Months after a politically embarrassing $1 billion shortfall that put veterans' health care in peril, Veterans Affairs officials involved in the foul-up got hefty bonuses ranging up to $33,000.

The list of bonuses to senior career officials at the Veterans Affairs Department in 2006, obtained by The Associated Press, documents a generous package of more than $3.8 million in payments by a financially strapped agency straining to help care for thousands of injured veterans returning home from Iraq and Afghanistan.

Among those receiving payments were a deputy assistant secretary and several regional directors who crafted the VA's flawed budget for 2005 based on misleading accounting. They received performance payments up to $33,000 each, a figure equal to about 20 percent of their annual salaries.

Also receiving a top bonus was the deputy undersecretary for benefits, who helps manage a disability claims system that has a backlog of cases and delays averaging 177 days in getting benefits to injured veterans.

The bonuses were awarded even after government investigators had determined the VA repeatedly miscalculated — if not deliberately misled taxpayers — with questionable methods used to justify Bush administration cuts to health care amid a burgeoning Iraq war.

Annual bonuses to senior VA officials now average more than $16,000 — the most lucrative in government.

The VA said the payments are necessary to retain hardworking career officials.

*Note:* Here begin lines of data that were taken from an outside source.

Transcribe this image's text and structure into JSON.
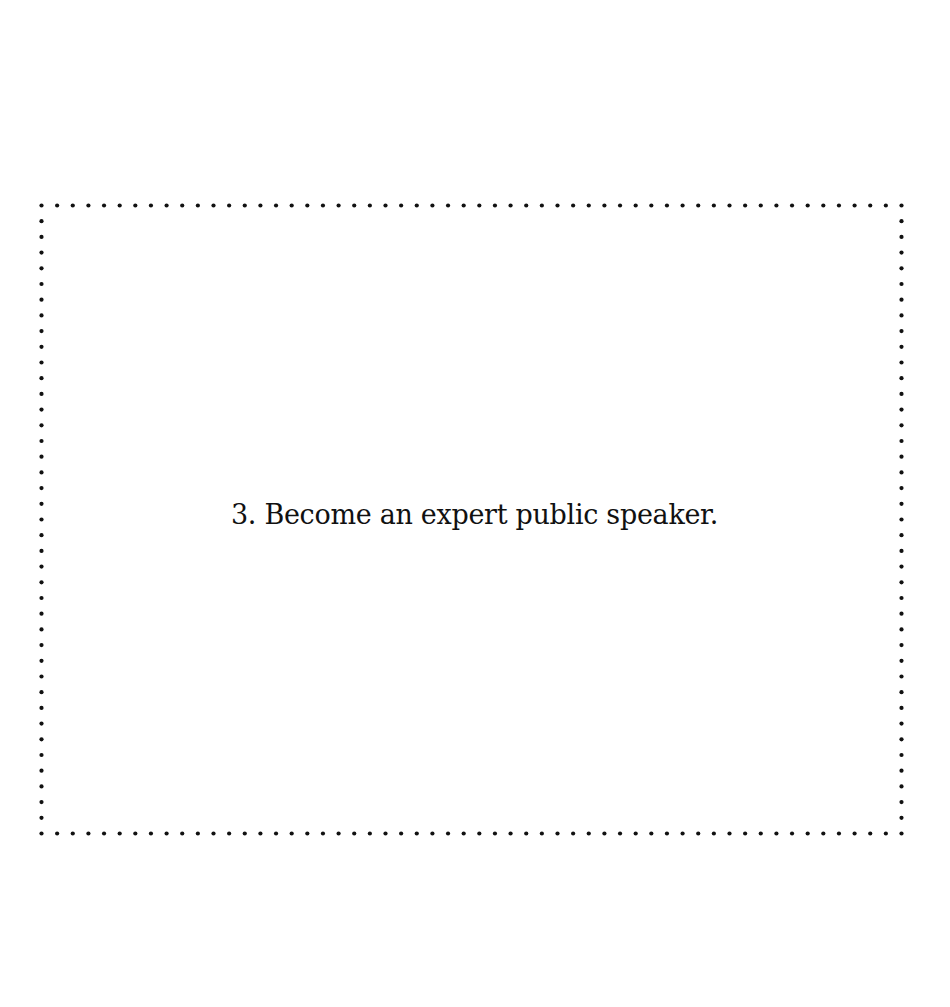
{
  "card": {
    "text": "3. Become an expert public speaker.",
    "border_style": "dotted",
    "border_color": "#111111"
  }
}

Several watchdog groups questioned the practice. They cited short-staffing and underfunding at VA clinics that have become particularly evident after recent disclosures of shoddy outpatient treatment of injured troops at Walter Reed Army Medical Center in Washington.

"Hundreds of thousands of our veterans remain homeless every day, and hundreds of thousands more veterans wait six months or more for VA disability claim decisions," said Paul Sullivan, executive director of Veterans for Common Sense. "The lavish amounts of VA bonus cash would be better spent on a robust plan to cut VA red tape."
In July 2005, the VA stunned Congress by suddenly announcing it faced a $1 billion shortfall after failing to take into account the additional cost of caring for veterans injured in Iraq and Afghanistan.

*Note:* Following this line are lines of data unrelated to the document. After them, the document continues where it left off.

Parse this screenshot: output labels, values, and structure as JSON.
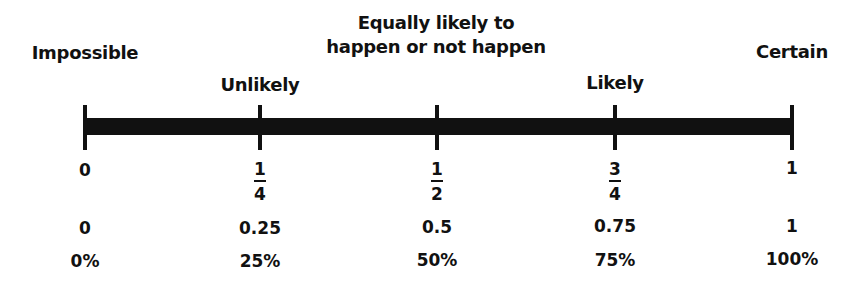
{
  "diagram": {
    "bar_color": "#111111",
    "labels": [
      {
        "text": "Impossible",
        "position": 0
      },
      {
        "text": "Unlikely",
        "position": 0.25
      },
      {
        "line1": "Equally likely to",
        "line2": "happen or not happen",
        "position": 0.5
      },
      {
        "text": "Likely",
        "position": 0.75
      },
      {
        "text": "Certain",
        "position": 1
      }
    ],
    "fractions": [
      {
        "whole": "0"
      },
      {
        "numerator": "1",
        "denominator": "4"
      },
      {
        "numerator": "1",
        "denominator": "2"
      },
      {
        "numerator": "3",
        "denominator": "4"
      },
      {
        "whole": "1"
      }
    ],
    "decimals": [
      "0",
      "0.25",
      "0.5",
      "0.75",
      "1"
    ],
    "percents": [
      "0%",
      "25%",
      "50%",
      "75%",
      "100%"
    ]
  }
}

The admission, months after the department insisted it was operating within its means and did not need additional money, drew harsh criticism from both parties and some calls for Nicholson's resignation.

The investigative arm of Congress, the Government Accountability Office, determined the VA had used misleading accounting methods and claimed false savings of more than $1.3 billion, apparently because President Bush was not willing, at the time, to ask Congress for more money.

According to the White House Office of Personnel Management, roughly three of every four senior officials at the VA have received some kind of bonus each year. In recent years, the payment amount has steadily increased from being one of the lowest in government — $8,120 in 2002 — to the most generous — $16,713 in 2005.
VA e-mail: Save money, do not diagnose PTSD but James Peake, Secretary of Veterans Affairs at the time had this response.

"A single staff member, out of VA's 230,000 employees, in a single medical facility sent a single e-mail with suggestions that are inappropriate and have been repudiated at the highest level of our health-care organization," he said. "The employee has been counseled and is extremely apologetic."